Hidden skatepark in Raleigh celebrates the sport’s fallen heroes
AI-generated summary reviewed by our newsroom.
- Project 303 DIY Skatepark occupies a hidden bridge square and functions as a memorial.
- Twenty-eight skaters’ names and mosaics commemorate local and global skate icons.
- Built by local skateboarders after Graveside’s loss; the site remains unofficial.
It sits on a square of concrete no bigger than a volleyball court, hidden on a railroad bridge nobody uses anymore, close enough to Central Prison that you can reach up and touch the razor wire.
On this secret patch, Raleigh’s truest fans of skateboarding built not just a park but a shrine to all their fallen champions — a tribute to rides cut short.
Twenty-eight names appear on a low wall, painted inside a row of stone arches, each surrounded by a handmade mosaic of seashells and colored glass:
Patti McGee, who died of a stroke in 2024, the first woman to skate professionally, who learned on a board her brother made in shop class, set a world speed record and graced both the cover of Life magazine and “The Johnny Carson Show.”
Ignacio Echeverria, who died of stab wounds in 2017 when he fought off a terrorist attack on London Bridge — using his skateboard.
And Alec Chambers, a pro skater from Wilmington who died just six days ago, struck by an alleged drunk driver.
Show some respect
A small sign stuck to the back of a traffic arrow and dated 2023 explains that Project 303 DIY Skatepark “was built entirely by local skateboarders using their own time, money and labor.”
It asks visitors to skate or just linger respectfully, noting that the park borders neighbors in Boylan Heights, the prison, an active railroad and the underside of a bridge where homeless people obviously sleep.
The timing suggests Project 303 is meant at least as partial replacement for Graveside DIY, the popular collection of ramps off Mid Pines Road, which never got officially sanctioned and left a hole in the skating community when developers bought and destroyed it last year.

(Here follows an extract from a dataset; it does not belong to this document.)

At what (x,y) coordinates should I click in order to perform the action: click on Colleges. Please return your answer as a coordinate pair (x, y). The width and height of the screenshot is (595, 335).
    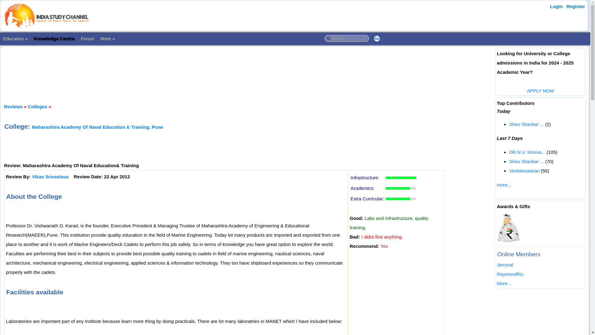
    Looking at the image, I should click on (38, 106).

But with the names and dates of 28 prominent skaters, all of them gone, this place feels more like hallowed ground — probably not anxious for the kind of publicity I’m giving it, hence my decision to be vague about its exact location.

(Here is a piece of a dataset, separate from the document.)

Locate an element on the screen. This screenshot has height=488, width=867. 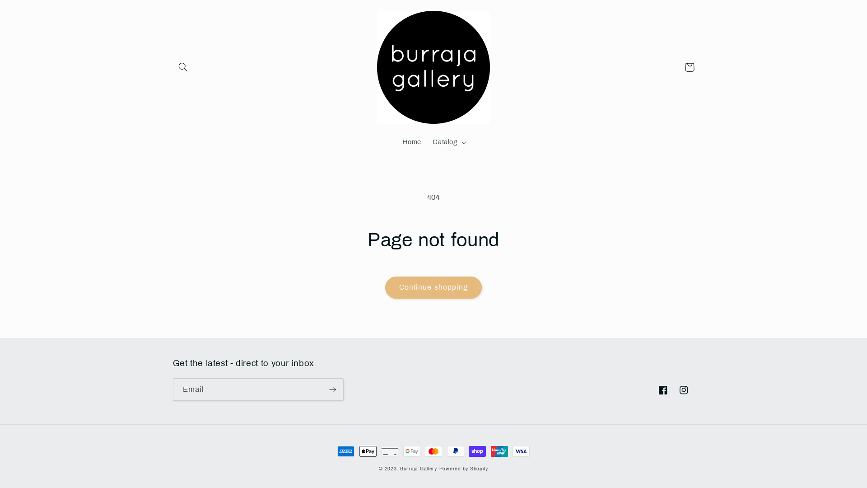
Facebook is located at coordinates (663, 390).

Johnny Romano, the youngest-ever pro skateboarder, who rode with a hospital band on his wrist while fighting leukemia, which took him in 2008 at age 10.
Shane Cross, who skated down a vertical wall and performed a 360-degree flip before he died in a motorcycle crash in 2007.
The preciousness
My only experience on a skateboard left five stitches and a permanent dent in my chin. But I appreciate this secret sanctuary for another reason: It makes something special out of otherwise unusable space.
Nobody could walk, drive, picnic or build much of value on this obscure little square, but they could pour themselves into a sport that requires the perseverance of a spawning salmon and a high tolerance for ankle sprains.
And I have a name the park’s memorial should include:
In 2007, a car struck Raleigh skater John Randolph Buchanan Jr. on Hillsborough Street, and for a while, his board hung on a nearby telephone pole as a tribute.
I remember these words from a friend of his, Travis Knapp-Prasek, whom I interviewed shortly afterward because he was a relentless advocate for Raleigh’s first skate park at Marsh Creek.
“If he was here, he’d be really stoked right now,” he said. “Life. The preciousness.”
I’ll add Knapp-Prasek’s words here in Buchanan’s memory in hopes someone will paint his name in Boylan Heights.